Brown’s home base, and burned it to the ground. Other attacks by bands of slavery
advocates occurred at Sugar Mound and other Free Soil towns.
Amid escalating violence, the Topeka legislature convened on Jul y 4, 1856, to
submit a Free State constitution to the U.S. Congress. Under orders from President
Pierce, who considered th e existence of the Topeka government to be treasonous
and a threat to his a uthority, federal troops broke it up. Despite this action,
Congress considered the Topeka Constitution as the basis for admission to the
Union. The House passed it later in July, but it failed in the Senate.
The failure of the Topeka Constitution and the breakup of the Topeka
government proved to b e only temporary victo ries for the proslavery faction in
Kansas. The summer of 1856 marked the height of the political dominance of
the proslavery forces in the territory. Despite continuing violence, thousands of
Free Soil emigrants poured into Kansas from New England and the Ohio Valley.
The political balance in the Kansas Territory shi fted toward the antislavery fac-
tion. The prosl avery Lec ompton Constitution was voted down b y a resoun ding
majority of Free Soil voters in January 1858.
With the i nflux of thousands of northern settlers and the return of exiled Free
Soilers driven out earlier by border ruffians, the proslavery community, now in
the minority, faced growing harassment and intimidation from these returnees
looking to settle scores and take back land they felt had be en usurped a nd bands
led by Brown, Lane, James Montgomery, Charles Jennison, and other Free Soil
partisan bands who came to be known collectively as “Jayhawkers.”
The guerilla war in the Kansas Territory reached its height on May 19, 1858,
when a band of 20 to 30 proslavery raiders, many of whom were southerners or
Missourians who had b een driven from their claims, crossed into Kansas. seized
11 Free-Soil settlers from their homesteads, herded them into a ravine near the
town of Trading Post, and fired on them, killing five. They then rode off, leaving
all 11 for dead. Miraculously, four were wounded and survived and two were not
hit at all (Neely 2007, 68–69).
In retaliation f or these attacks, gangs of Free Soil raiders, the most active
among them the militia headed by James Montgomery, attacked proslavery farms
in the Bourbon County area near Fort Scott. On June 7, 1858, Montgomery
attacked the town of Fort Scott despite the presence of federal troops in the nearby
fort. They inflicted few casualties and did little damage, but still demonstrated that
not even the U.S. Army would deter the partisan warfare.
By the summer of 1858, the situation in eastern Kansas was growing desperate.
Patrolling U.S. troops reported widespread damage from raiders fr om both sides
that threatened to disrupt agricultural production. Dozens of farms were burning
or abandoned. Fortunately, cooler heads in both Kansas and Missouri, fearing open
warfare between the Kansas Territory and its neighbor, stepped in to assert control.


## Goal of the exercise
For each line in the data that includes "Unpleasant", make a copy.

Stored items from a collection:
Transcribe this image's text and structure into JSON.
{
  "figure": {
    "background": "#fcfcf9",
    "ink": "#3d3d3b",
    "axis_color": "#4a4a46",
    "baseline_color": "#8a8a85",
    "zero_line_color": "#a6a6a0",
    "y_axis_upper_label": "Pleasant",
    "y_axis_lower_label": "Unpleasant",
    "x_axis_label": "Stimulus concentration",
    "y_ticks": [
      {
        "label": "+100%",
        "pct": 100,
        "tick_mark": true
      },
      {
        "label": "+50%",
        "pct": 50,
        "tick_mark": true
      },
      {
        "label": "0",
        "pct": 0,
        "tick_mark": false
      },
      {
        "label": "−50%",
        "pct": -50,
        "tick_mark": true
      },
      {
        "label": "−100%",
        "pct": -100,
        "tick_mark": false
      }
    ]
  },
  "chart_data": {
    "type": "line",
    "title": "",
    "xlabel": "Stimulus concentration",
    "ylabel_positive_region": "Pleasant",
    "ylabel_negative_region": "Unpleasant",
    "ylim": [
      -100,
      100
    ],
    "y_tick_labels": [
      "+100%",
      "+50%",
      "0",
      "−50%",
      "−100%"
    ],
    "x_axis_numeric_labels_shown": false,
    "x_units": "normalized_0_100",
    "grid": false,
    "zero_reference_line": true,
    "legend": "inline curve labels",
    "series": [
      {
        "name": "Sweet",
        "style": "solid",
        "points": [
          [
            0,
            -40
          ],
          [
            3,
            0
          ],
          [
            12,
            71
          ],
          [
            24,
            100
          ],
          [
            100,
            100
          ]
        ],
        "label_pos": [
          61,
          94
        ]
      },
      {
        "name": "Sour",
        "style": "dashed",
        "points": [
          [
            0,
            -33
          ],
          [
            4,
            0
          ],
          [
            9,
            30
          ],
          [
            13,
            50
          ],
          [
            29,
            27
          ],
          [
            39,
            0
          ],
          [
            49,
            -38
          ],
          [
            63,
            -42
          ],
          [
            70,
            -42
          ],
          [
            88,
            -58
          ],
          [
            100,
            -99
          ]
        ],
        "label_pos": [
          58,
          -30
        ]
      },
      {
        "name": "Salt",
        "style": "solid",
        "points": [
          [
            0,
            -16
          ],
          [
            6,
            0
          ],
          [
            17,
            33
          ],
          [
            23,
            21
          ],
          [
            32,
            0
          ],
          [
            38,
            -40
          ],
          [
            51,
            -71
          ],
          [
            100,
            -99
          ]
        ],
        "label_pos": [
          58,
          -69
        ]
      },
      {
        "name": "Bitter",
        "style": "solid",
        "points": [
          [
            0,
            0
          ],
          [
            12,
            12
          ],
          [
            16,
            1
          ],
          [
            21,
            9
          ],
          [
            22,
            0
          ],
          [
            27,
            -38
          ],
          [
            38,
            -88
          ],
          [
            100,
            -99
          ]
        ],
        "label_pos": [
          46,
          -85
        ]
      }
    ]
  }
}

---

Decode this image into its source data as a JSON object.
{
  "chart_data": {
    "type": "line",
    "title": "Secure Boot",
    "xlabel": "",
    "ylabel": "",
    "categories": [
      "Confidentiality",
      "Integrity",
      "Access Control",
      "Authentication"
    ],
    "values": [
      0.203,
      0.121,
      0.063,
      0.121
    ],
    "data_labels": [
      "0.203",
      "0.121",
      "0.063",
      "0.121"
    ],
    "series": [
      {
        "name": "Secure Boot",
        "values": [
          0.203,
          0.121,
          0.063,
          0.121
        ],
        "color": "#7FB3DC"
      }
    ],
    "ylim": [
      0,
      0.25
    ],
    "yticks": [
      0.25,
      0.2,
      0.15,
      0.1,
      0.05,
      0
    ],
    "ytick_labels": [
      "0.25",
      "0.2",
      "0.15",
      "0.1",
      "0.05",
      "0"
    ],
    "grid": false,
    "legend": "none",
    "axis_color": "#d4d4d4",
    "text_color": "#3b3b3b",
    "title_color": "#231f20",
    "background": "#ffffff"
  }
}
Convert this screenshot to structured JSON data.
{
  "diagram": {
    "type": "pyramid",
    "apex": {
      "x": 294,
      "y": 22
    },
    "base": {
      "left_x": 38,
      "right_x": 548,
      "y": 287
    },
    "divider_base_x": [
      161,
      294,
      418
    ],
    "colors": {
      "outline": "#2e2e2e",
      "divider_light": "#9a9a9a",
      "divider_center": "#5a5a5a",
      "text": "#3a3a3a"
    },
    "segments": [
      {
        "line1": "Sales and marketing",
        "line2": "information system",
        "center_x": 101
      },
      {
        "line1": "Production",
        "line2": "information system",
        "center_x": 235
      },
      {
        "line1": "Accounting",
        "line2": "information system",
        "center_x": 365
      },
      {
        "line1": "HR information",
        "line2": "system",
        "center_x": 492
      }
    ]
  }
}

* * *

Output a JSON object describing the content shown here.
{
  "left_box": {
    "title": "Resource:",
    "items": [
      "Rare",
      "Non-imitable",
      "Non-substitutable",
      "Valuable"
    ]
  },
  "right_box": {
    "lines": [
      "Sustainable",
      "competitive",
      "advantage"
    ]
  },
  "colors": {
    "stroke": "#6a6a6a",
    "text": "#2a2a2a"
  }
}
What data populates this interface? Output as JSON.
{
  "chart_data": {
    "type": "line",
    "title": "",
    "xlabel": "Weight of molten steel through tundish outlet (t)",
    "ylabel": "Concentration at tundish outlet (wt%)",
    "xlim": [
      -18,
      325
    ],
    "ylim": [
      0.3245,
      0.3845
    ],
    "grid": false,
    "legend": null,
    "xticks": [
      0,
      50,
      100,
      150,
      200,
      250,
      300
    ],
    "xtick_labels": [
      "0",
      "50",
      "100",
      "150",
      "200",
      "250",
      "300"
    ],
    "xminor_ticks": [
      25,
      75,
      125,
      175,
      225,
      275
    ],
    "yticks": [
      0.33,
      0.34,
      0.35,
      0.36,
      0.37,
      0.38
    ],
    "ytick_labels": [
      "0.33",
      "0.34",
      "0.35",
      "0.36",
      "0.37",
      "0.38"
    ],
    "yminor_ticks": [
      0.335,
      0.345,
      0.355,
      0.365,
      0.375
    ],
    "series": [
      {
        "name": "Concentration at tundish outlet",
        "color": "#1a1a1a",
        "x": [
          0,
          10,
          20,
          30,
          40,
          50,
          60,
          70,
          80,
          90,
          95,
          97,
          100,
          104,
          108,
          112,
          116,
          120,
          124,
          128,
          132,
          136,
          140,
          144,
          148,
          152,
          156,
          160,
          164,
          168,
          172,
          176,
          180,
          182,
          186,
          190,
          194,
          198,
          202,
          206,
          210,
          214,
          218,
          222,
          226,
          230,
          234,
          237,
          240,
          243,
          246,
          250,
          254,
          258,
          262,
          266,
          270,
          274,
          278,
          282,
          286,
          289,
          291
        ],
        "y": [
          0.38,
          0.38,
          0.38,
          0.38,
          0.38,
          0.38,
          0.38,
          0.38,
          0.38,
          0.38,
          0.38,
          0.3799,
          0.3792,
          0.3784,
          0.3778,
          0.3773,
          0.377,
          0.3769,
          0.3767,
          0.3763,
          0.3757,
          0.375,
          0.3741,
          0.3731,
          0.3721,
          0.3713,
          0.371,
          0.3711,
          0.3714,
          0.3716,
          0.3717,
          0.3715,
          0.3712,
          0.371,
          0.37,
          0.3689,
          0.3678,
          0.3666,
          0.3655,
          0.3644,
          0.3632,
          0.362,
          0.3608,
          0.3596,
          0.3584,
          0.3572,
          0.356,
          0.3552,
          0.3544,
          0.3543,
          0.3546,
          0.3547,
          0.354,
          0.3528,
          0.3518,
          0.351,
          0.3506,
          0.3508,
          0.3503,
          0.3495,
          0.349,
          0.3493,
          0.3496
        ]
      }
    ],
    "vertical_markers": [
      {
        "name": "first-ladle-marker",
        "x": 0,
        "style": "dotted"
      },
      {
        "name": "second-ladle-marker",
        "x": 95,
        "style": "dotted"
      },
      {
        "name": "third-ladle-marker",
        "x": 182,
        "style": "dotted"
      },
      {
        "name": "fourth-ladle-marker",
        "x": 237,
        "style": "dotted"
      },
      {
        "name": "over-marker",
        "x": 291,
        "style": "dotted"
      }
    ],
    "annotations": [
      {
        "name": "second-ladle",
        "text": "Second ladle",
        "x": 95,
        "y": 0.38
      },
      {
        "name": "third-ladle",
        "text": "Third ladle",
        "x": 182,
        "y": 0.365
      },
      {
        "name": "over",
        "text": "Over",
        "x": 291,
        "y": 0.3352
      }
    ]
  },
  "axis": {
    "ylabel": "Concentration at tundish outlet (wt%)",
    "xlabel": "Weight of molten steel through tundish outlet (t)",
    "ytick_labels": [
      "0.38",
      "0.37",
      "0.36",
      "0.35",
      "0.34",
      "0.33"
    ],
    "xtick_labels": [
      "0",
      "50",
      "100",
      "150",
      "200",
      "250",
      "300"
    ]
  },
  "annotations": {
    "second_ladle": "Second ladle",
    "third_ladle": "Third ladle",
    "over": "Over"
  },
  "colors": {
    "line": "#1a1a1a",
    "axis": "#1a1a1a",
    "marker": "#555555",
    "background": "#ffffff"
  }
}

## Solution to this exercise
    "y_axis_lower_label": "Unpleasant",
    "ylabel_negative_region": "Unpleasant",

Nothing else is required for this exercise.